All Maghreb countries, except for Libya, are former French colonies whose Constitutions are based on the French semi-presidential model introduced by De Gaulle. This model resulted from a historical experience that confirmed France’s failure in adopting the English parliamentary system, leading to the establishment of an executive authority with two key figures: the President and the Prime Minister.
However, given his charismatic personality, General Charles De Gaulle dominated the executive power, and represented the model that matched the perceptions of the Maghreb’s political elites. People embraced this model at the beginning of the post-independence era, when there was a mass mobilization to build the State, led by individuals who gained their political credibility primarily from their struggle against colonialism, and who believed in the concentration of power in the same hands. However, leading battles and managing political affairs are two different matters. The concentration of power is no longer applicable nowadays to guide political development, which can’t be properly achieved without separating powers. Montesquieu said: “Virtue itself has need of limits. To prevent this abuse, it is necessary from the very nature of things that power should be a check to power….”
To be in line with modern times, and to keep up with the current changes taking place in the world and the Mediterranean region, Maghreb countries have no other choice than democracy. This requires the separation of powers, and that people exercise power through a representative Parliament that monopolizes the legal field as the embodiment of the public will.
The executive power that ensures the implementation of laws is derived from the Parliament and the majority within it, but the balance of powers requires that each authority remains independent from the others. Therefore, while the government has the power to dissolve the Parliament, the latter can withdraw trust from the former and even overthrow it. This system also leaves room for the opposition, which has all the means necessary to access power. This allows the alternation of political elites based on a sort of political competition, which ultimately resorts to citizens as the final judge, through free and fair elections.
Moreover, the judiciary is independent from all authorities, and enforces the application of the law without any discrimination, thus guaranteeing individual and group rights, as no one can be above the law.
This structure of power is not a dispensable luxury, but rather a need that helps eliminate violence and put an end to the monopoly of power, as the latter is exercised according to the law. Lord Acton said: “All power tends to corrupt and absolute power corrupts absolutely”.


▶ [Instructions to follow]: Copy every line below precisely as it appears.

(Records from a dataset)
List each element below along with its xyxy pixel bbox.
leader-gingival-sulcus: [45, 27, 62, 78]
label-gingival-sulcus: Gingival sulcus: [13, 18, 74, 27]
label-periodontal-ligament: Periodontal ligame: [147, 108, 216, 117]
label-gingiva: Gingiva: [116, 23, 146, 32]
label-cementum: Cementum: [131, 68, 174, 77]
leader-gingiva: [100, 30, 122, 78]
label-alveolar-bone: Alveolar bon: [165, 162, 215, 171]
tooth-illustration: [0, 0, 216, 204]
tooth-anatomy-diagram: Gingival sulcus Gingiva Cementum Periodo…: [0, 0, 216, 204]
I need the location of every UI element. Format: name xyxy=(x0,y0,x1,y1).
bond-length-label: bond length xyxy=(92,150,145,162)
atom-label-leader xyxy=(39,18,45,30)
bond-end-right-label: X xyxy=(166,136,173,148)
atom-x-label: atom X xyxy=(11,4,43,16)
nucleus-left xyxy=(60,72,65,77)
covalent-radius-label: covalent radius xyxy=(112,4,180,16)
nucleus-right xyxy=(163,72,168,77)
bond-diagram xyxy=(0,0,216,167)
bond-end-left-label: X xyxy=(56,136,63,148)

▶ [Solution for this task]:
List each element below along with its xyxy pixel bbox.
leader-gingival-sulcus: [45, 27, 62, 78]
label-gingival-sulcus: Gingival sulcus: [13, 18, 74, 27]
label-periodontal-ligament: Periodontal ligame: [147, 108, 216, 117]
label-gingiva: Gingiva: [116, 23, 146, 32]
label-cementum: Cementum: [131, 68, 174, 77]
leader-gingiva: [100, 30, 122, 78]
label-alveolar-bone: Alveolar bon: [165, 162, 215, 171]
tooth-illustration: [0, 0, 216, 204]
tooth-anatomy-diagram: Gingival sulcus Gingiva Cementum Periodo…: [0, 0, 216, 204]
I need the location of every UI element. Format: name xyxy=(x0,y0,x1,y1).
bond-length-label: bond length xyxy=(92,150,145,162)
atom-label-leader xyxy=(39,18,45,30)
bond-end-right-label: X xyxy=(166,136,173,148)
atom-x-label: atom X xyxy=(11,4,43,16)
nucleus-left xyxy=(60,72,65,77)
covalent-radius-label: covalent radius xyxy=(112,4,180,16)
nucleus-right xyxy=(163,72,168,77)
bond-diagram xyxy=(0,0,216,167)
bond-end-left-label: X xyxy=(56,136,63,148)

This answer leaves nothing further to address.